"""

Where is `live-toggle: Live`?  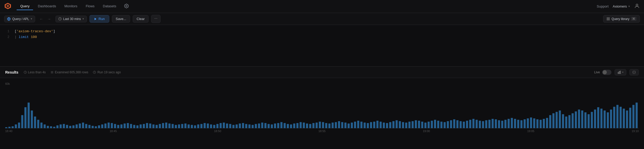 live-toggle: Live is located at coordinates (603, 72).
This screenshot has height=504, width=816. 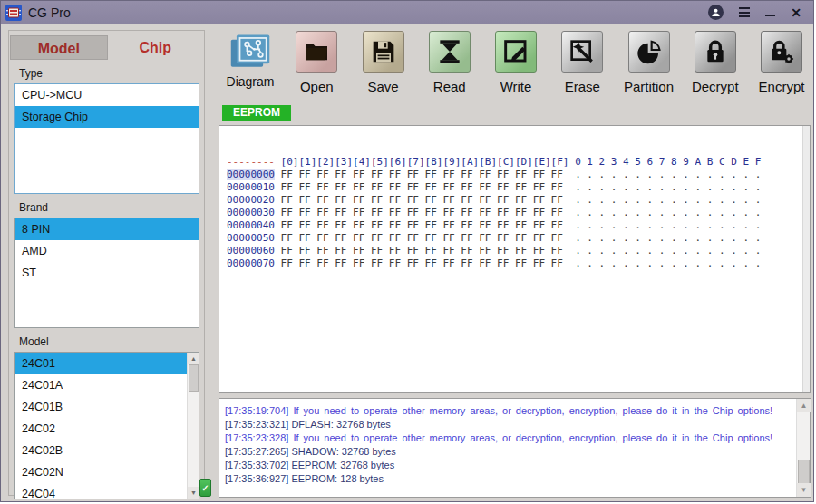 What do you see at coordinates (582, 68) in the screenshot?
I see `erase-button: Erase` at bounding box center [582, 68].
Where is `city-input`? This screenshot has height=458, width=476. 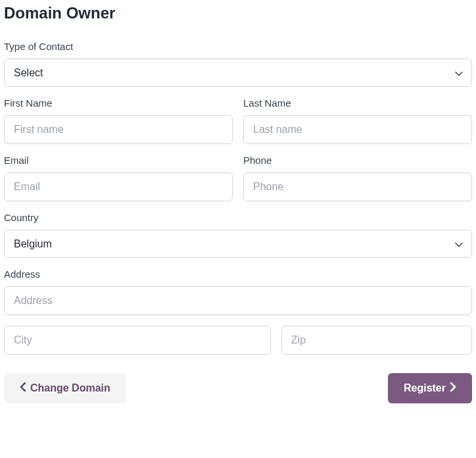
city-input is located at coordinates (137, 340).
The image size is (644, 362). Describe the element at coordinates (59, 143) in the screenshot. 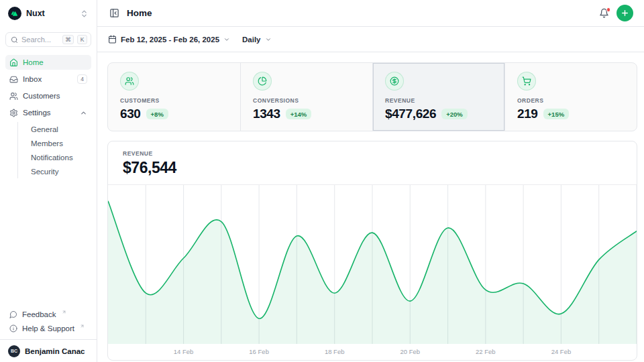

I see `sidebar-subitem-members: Members` at that location.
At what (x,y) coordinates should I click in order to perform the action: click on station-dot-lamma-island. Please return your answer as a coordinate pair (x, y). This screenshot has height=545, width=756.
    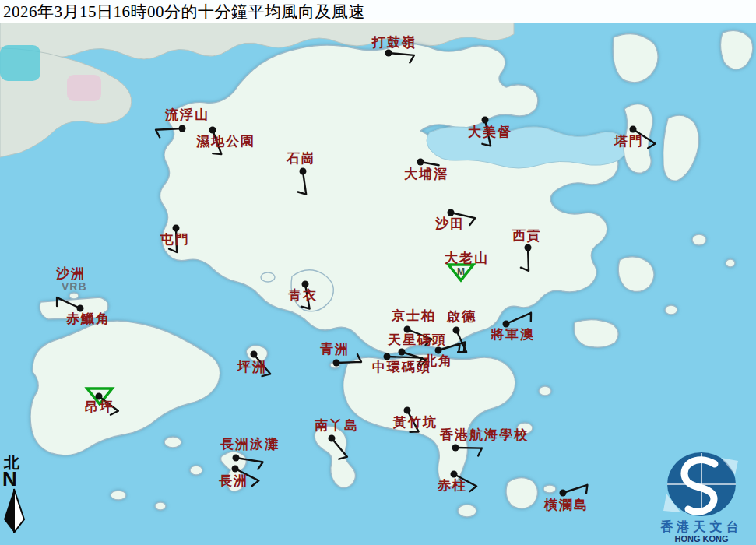
    Looking at the image, I should click on (332, 439).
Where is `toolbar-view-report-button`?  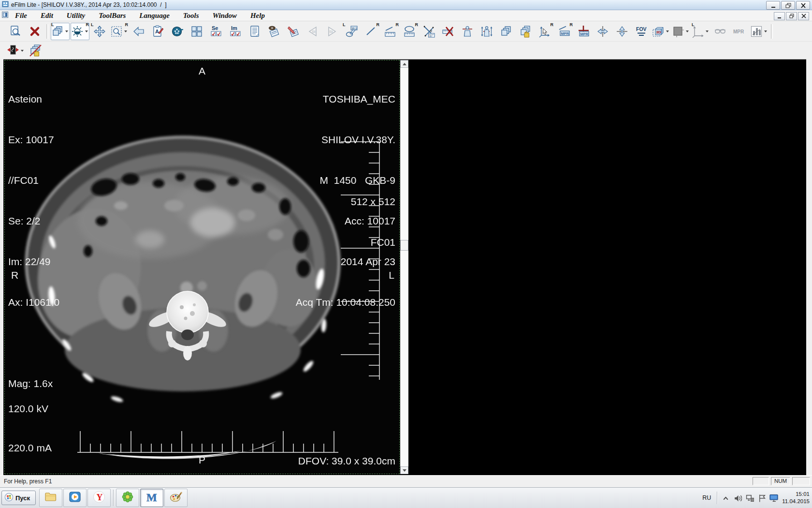
toolbar-view-report-button is located at coordinates (274, 31).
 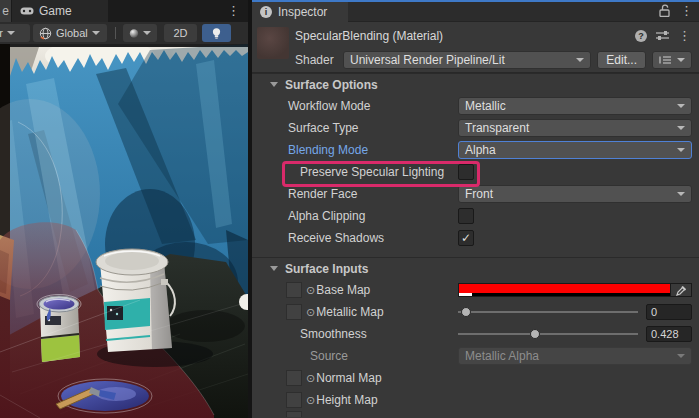 What do you see at coordinates (234, 10) in the screenshot?
I see `scene-more-icon: ⋮` at bounding box center [234, 10].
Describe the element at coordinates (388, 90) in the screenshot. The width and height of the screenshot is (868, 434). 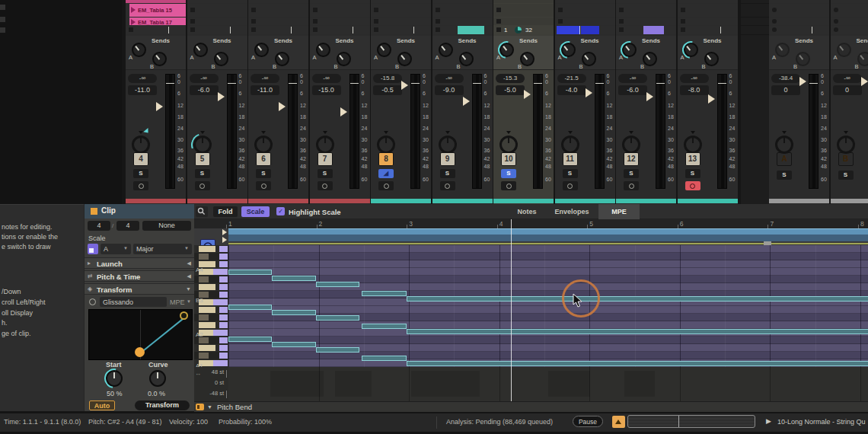
I see `volume-value: -0.5` at that location.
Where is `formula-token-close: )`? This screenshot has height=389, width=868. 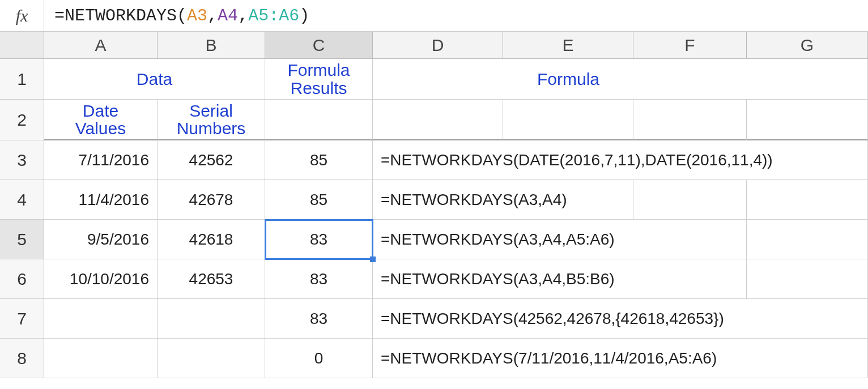 formula-token-close: ) is located at coordinates (304, 16).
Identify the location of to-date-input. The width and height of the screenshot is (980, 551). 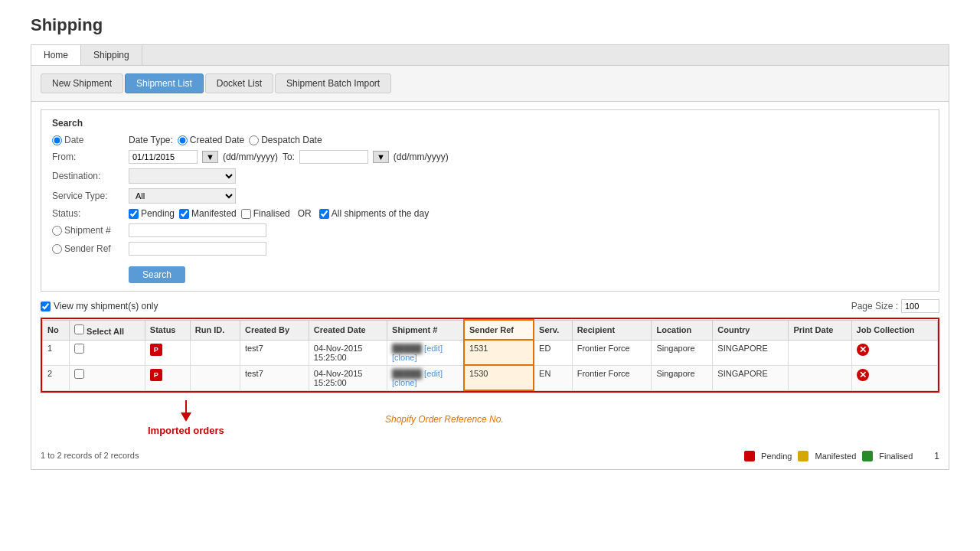
(334, 157).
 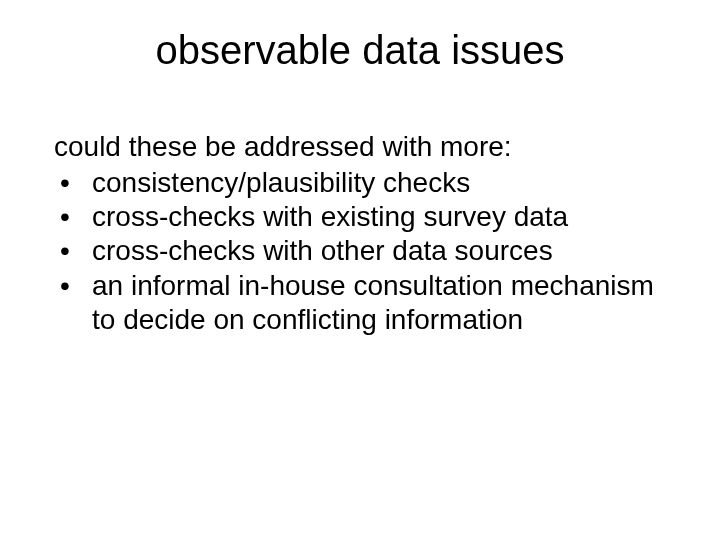 What do you see at coordinates (360, 183) in the screenshot?
I see `list-item: • consistency/plausibility checks` at bounding box center [360, 183].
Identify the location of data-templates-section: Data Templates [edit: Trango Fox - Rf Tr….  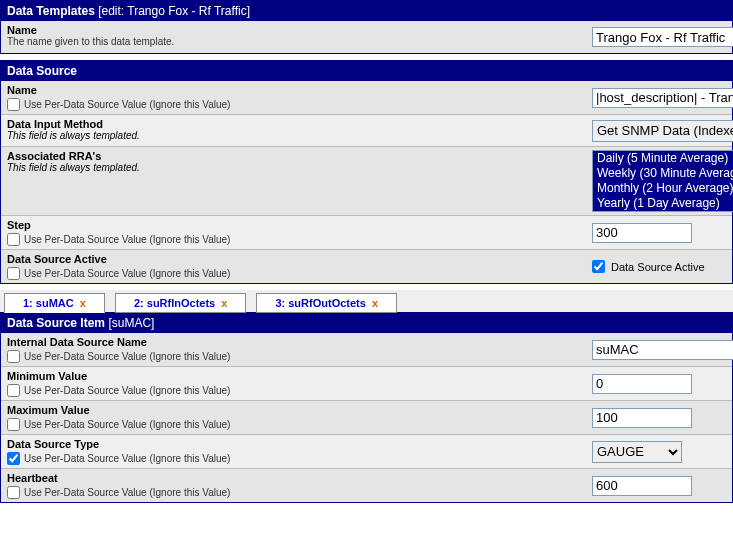
(366, 27).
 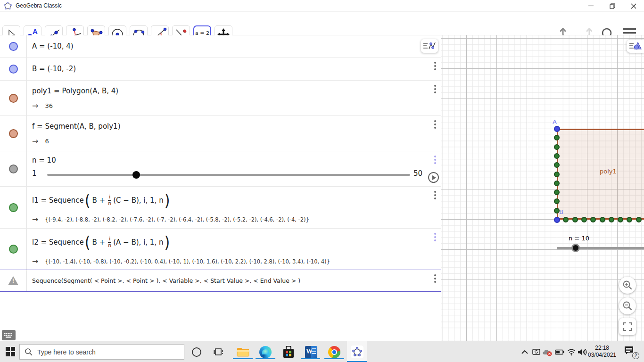 I want to click on warning-icon, so click(x=13, y=281).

"""

**EXERCISE AIM**
Each line from the one that holds "Identify the location of data-templates-section: Data" through the final line of the data must be retyped exactly; the pictures must not appear.

**ANSWER SPACE**
Identify the location of data-templates-section: Data Templates [edit: Trango Fox - Rf Tr….  
(366, 27).
  I want to click on warning-icon, so click(x=13, y=281).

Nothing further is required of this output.